Did you accidentally pick the wrong adjective, or did you seriously mean that controversy is unwelcome in LW comment threads?
I read the subtext as ”...you’ve made statements that are highly controversial without attempting to support them”. Suggesting that there will be plenty of time to debug, maintain, and manually improve anything that actually fits the definition of “AGI” is a very significant disagreement with some fairly standard LW conclusions, and it may certainly be stated, but not as a casual assumption or a fact; it should be accompanied by an accordingly serious attempt to justify it.
No. See ata’s reply which summarizes exactly what I meant.
To be sure, the fact that something is commonplace in fiction doesn’t prove it false. What it does show is that we should distrust our intuition on it, because it’s clearly an idea to which we are positively disposed regardless of its truth value—in the Bayesian sense, that is evidence against it.
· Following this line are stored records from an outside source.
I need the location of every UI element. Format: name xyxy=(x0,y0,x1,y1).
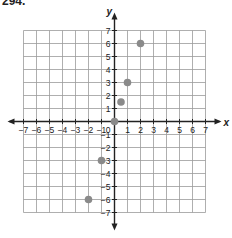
y-tick-label: 3 xyxy=(106,78,111,88)
data-point xyxy=(85,196,93,204)
arrow-down-icon xyxy=(112,224,118,231)
x-tick-label: −5 xyxy=(45,125,55,135)
y-tick-label: −7 xyxy=(101,208,111,218)
y-tick-label: −6 xyxy=(101,195,111,205)
data-point xyxy=(117,98,125,106)
y-tick-label: 7 xyxy=(106,26,111,36)
x-tick-label: −2 xyxy=(84,125,94,135)
x-tick-label: 1 xyxy=(125,125,130,135)
data-point xyxy=(137,40,145,48)
y-tick-label: −4 xyxy=(101,169,111,179)
data-point xyxy=(111,118,119,126)
y-tick-label: 5 xyxy=(106,52,111,62)
arrow-left-icon xyxy=(8,119,15,125)
x-tick-label: 6 xyxy=(190,125,195,135)
x-tick-label: −4 xyxy=(58,125,68,135)
y-axis-label: y xyxy=(106,6,113,17)
arrow-up-icon xyxy=(112,13,118,20)
x-tick-label: −3 xyxy=(71,125,81,135)
x-tick-label: −6 xyxy=(32,125,42,135)
data-point xyxy=(98,157,106,165)
x-tick-label: 5 xyxy=(177,125,182,135)
x-axis-label: x xyxy=(223,117,230,128)
x-tick-label: 7 xyxy=(203,125,208,135)
y-tick-label: −2 xyxy=(101,143,111,153)
y-tick-label: 2 xyxy=(106,91,111,101)
arrow-right-icon xyxy=(215,119,222,125)
data-point xyxy=(124,79,132,87)
y-tick-label: −5 xyxy=(101,182,111,192)
x-tick-label: −7 xyxy=(19,125,29,135)
x-tick-label: 4 xyxy=(164,125,169,135)
origin-label: 0 xyxy=(106,125,111,135)
x-tick-label: 3 xyxy=(151,125,156,135)
y-tick-label: 1 xyxy=(106,104,111,114)
y-tick-label: 4 xyxy=(106,65,111,75)
coordinate-plane: xy−7−6−5−4−3−2−112345677654321−1−2−3−4−5… xyxy=(0,0,232,238)
y-tick-label: 6 xyxy=(106,39,111,49)
x-tick-label: 2 xyxy=(138,125,143,135)
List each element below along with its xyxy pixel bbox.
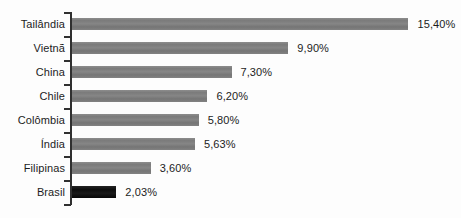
bar-row: Índia5,63% [0,132,461,156]
bar-value-label: 3,60% [160,162,192,174]
bar-row: Colômbia5,80% [0,108,461,132]
axis-tick [64,204,71,206]
bar-row: China7,30% [0,60,461,84]
bar [72,42,288,54]
bar-value-label: 2,03% [125,186,157,198]
plot-area: Tailândia15,40%Vietnã9,90%China7,30%Chil… [0,0,461,218]
category-label: Vietnã [33,42,65,54]
category-label: Chile [39,90,65,102]
bar-value-label: 7,30% [241,66,273,78]
bar [72,162,151,174]
category-label: Tailândia [21,18,65,30]
bar [72,66,232,78]
bar-row: Vietnã9,90% [0,36,461,60]
bar-value-label: 6,20% [216,90,248,102]
bar-row: Filipinas3,60% [0,156,461,180]
category-label: Filipinas [24,162,65,174]
bar [72,186,116,198]
bar-value-label: 15,40% [417,18,455,30]
bar [72,18,408,30]
bar-row: Tailândia15,40% [0,12,461,36]
bar [72,138,195,150]
bar-value-label: 9,90% [297,42,329,54]
category-label: China [36,66,65,78]
bar-value-label: 5,63% [204,138,236,150]
category-label: Índia [41,138,65,150]
category-label: Colômbia [18,114,65,126]
bar [72,90,207,102]
bar-value-label: 5,80% [208,114,240,126]
bar-row: Chile6,20% [0,84,461,108]
bar-chart: Tailândia15,40%Vietnã9,90%China7,30%Chil… [0,0,461,218]
category-label: Brasil [37,186,65,198]
bar-row: Brasil2,03% [0,180,461,204]
bar [72,114,199,126]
The stronger argument against something is of course its consistent failure to occur in real life. The entire history of technological development says that technology in the real world does not work the way it would need to for the ‘AI go foom’ scenario. If 100% evidence against and 0% evidence for a proposition should not be enough to get us to disbelieve it, then what should?
Not to mention that when you look at the structure of the notion of recursive self-improvement, it doesn’t even make sense. A machine is not going to be able to completely replace human programmers until it is smarter than even the smartest humans in every relevant sense, which given the differences in architecture, is an extraordinarily stringent criterion, and one far beyond anything unaided humans could ever possibly build. If such an event ever comes about in the very distant future, it will necessarily follow a long path of development in which AI is used to create generation after generation of improved tools in an extended bootstrapping process that has yet to even get started.
And indeed this is not a trivial matter—if people start basing decisions on the ‘AI go foom’ belief, that’s exactly the kind of thing that could snuff out whatever chance of survival and success we might have had.
Re: “The primary issue is that, if one thinks that an AI can engage in recursive self-improvement and can do so quickly, then once there’s an AI that’s at all capable of such improvement, the AI will rapidly move outside our control.”
If its creators are incompetent. Those who think this are essentially betting on the incompetence of the creators.
There are numerous counter-arguments—the shifting moral zeitgeist, the downward trend in deliberate death, the safety record of previous risky tech enterprises.
A stop button seems like a relatively simple and effective safely feature. If you can get the machine to do anything at all, then you can probably get it to turn itself off.
See: http://alife.co.uk/essays/stopping_superintelligence/
The creators will likely be very smart humans assisted by very smart machines. Betting on their incompetence is not a particularly obvious thing to do.
Missing the point. I wasn’t arguing that there aren’t reasons to think that the bad AI goes FOOM won’t happen. Indeed, I said explicitly that I didn’t think it would occur. My point was that if one is going to make an argument that relies on that here one needs to be aware that the premise is controversial and be clear about that (say giving basic reasoning for it, or even just saying “If one accepts that X then...” etc.).